Lately I have seen a few developers consistently use a Try inside of a Future in order to make error handling easier. Here I will investigate if this has any merits or whether a Future on it’s own offers enough error handling.
If you look at the following code there is nothing that a Future can’t supply but a Try can:
[scala]
import scala.concurrent.ExecutionContext.Implicits.global
import scala.concurrent.{Await, Future, Awaitable}
import scala.concurrent.duration._
import scala.util.{Try, Success, Failure}
object Main extends App {
// Happy Future
val happyFuture = Future {
42
}
// Bleak future
val bleakFuture = Future {
throw new Exception("Mass extinction!")
}
// We would want to wrap the result into a hypothetical http response
case class Response(code: Int, body: String)
// This is the handler we will use
def handle[T](future: Future[T]): Future[Response] = {
future.map {
case answer: Int => Response(200, answer.toString)
} recover {
case t: Throwable => Response(500, "Uh oh!")
}
}
{
val result = Await.result(handle(happyFuture), 1 second)
println(result)
}
{
val result = Await.result(handle(bleakFuture), 1 second)
println(result)
}
}
[/scala]
After giving it some thought the only situation where I could imagine Try being useful in conjunction with Future is when awaiting a Future but not wanting to deal with error situations yet. The times I would be awaiting a future are very few in practice though. But when needed something like this migth do:
[scala]
object TryAwait {
def result[T](awaitable: Awaitable[T], atMost: Duration): Try[T] = {
Try {
Await.result(awaitable, atMost)
}
}
}
[/scala]
If you do feel that using Trys inside of Futures adds value to your codebase please let me know.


:: Your task ::
Across all the records below, how many lines contain "Size"? Respond with only the number.

Data entries:
+++

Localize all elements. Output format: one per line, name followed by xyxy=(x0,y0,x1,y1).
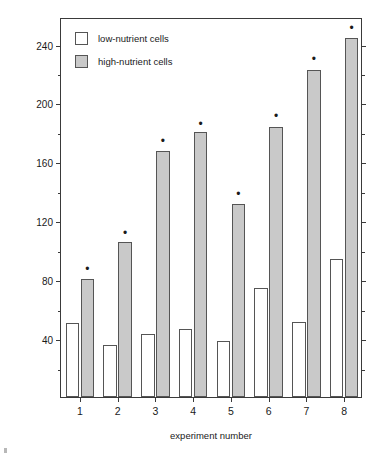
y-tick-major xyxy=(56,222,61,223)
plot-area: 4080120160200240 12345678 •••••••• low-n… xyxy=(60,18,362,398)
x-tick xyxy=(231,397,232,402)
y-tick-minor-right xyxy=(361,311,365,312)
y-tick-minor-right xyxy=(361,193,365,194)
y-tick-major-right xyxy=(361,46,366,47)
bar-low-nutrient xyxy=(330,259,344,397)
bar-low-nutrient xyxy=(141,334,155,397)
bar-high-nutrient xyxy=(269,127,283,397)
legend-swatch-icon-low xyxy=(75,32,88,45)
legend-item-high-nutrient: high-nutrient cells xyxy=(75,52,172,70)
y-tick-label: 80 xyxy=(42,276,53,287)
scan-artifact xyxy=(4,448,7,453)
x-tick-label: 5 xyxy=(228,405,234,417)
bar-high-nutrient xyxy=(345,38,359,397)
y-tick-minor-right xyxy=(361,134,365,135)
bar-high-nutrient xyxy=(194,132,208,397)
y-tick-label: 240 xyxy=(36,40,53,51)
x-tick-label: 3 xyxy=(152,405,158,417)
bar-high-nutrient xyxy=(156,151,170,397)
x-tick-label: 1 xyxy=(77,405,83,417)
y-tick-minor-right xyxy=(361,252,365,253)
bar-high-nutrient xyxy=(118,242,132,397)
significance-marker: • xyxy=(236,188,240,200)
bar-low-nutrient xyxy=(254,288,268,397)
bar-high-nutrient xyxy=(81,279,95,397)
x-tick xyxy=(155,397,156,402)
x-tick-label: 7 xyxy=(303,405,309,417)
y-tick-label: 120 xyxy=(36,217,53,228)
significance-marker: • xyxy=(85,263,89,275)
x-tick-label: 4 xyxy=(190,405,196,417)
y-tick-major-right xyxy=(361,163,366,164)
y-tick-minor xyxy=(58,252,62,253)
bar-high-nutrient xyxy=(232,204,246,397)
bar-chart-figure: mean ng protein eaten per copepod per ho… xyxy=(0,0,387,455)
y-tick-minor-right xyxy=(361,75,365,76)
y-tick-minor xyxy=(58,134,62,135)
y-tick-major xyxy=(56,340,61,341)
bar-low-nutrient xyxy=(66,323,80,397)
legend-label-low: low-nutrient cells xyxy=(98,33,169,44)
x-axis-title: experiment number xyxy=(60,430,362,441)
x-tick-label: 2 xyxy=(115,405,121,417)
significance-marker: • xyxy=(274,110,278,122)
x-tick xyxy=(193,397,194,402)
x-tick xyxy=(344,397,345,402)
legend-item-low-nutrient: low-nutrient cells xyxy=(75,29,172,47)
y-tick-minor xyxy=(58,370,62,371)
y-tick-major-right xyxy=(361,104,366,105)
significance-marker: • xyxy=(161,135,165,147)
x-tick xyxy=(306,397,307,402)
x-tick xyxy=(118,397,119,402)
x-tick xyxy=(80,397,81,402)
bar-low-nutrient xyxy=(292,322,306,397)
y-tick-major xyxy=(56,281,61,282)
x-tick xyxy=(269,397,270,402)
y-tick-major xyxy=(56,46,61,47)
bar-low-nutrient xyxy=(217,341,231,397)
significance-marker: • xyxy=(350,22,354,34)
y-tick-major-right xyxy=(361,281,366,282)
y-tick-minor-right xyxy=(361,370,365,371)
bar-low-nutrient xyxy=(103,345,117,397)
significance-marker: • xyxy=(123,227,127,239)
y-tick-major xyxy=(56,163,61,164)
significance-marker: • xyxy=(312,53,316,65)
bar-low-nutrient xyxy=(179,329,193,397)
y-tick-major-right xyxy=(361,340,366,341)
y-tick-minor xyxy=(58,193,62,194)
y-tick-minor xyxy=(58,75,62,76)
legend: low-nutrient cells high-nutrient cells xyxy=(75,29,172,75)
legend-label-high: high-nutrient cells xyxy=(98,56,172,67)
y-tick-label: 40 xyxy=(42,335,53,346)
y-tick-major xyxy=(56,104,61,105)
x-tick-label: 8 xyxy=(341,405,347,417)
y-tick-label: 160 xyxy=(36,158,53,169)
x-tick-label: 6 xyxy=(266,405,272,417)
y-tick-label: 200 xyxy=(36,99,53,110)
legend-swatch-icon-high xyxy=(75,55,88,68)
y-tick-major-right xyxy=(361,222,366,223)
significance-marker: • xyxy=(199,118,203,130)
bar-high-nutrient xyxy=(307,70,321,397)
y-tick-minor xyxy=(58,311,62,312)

+++

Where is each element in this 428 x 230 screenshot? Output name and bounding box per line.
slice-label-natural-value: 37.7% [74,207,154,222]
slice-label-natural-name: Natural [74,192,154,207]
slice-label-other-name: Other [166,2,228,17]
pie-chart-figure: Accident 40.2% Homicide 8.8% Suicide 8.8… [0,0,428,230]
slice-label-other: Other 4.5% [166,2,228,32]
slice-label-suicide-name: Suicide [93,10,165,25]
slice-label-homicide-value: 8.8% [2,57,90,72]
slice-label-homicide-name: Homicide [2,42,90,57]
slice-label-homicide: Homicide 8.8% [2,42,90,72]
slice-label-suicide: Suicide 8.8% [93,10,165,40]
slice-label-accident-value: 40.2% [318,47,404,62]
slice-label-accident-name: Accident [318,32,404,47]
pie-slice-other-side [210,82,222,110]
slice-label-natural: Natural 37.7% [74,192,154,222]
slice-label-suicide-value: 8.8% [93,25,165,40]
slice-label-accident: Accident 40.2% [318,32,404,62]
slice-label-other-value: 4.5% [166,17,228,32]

+++

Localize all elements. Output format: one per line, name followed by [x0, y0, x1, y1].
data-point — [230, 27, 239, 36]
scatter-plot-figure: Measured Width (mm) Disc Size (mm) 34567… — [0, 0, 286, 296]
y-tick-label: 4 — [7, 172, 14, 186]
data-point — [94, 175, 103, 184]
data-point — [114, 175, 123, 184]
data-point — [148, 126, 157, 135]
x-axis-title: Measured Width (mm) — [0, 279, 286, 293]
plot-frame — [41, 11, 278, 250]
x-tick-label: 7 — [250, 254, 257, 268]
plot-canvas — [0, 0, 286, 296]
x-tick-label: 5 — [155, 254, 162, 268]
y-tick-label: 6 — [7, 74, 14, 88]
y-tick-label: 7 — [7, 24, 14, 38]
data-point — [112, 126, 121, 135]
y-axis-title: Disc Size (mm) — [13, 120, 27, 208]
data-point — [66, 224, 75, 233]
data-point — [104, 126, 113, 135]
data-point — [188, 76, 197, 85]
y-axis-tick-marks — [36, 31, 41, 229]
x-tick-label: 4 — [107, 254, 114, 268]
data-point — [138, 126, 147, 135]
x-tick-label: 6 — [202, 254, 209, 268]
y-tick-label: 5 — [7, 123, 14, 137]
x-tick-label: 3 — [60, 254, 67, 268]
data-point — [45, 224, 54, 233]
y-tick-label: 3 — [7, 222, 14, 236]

+++

:: Problem solution ::
2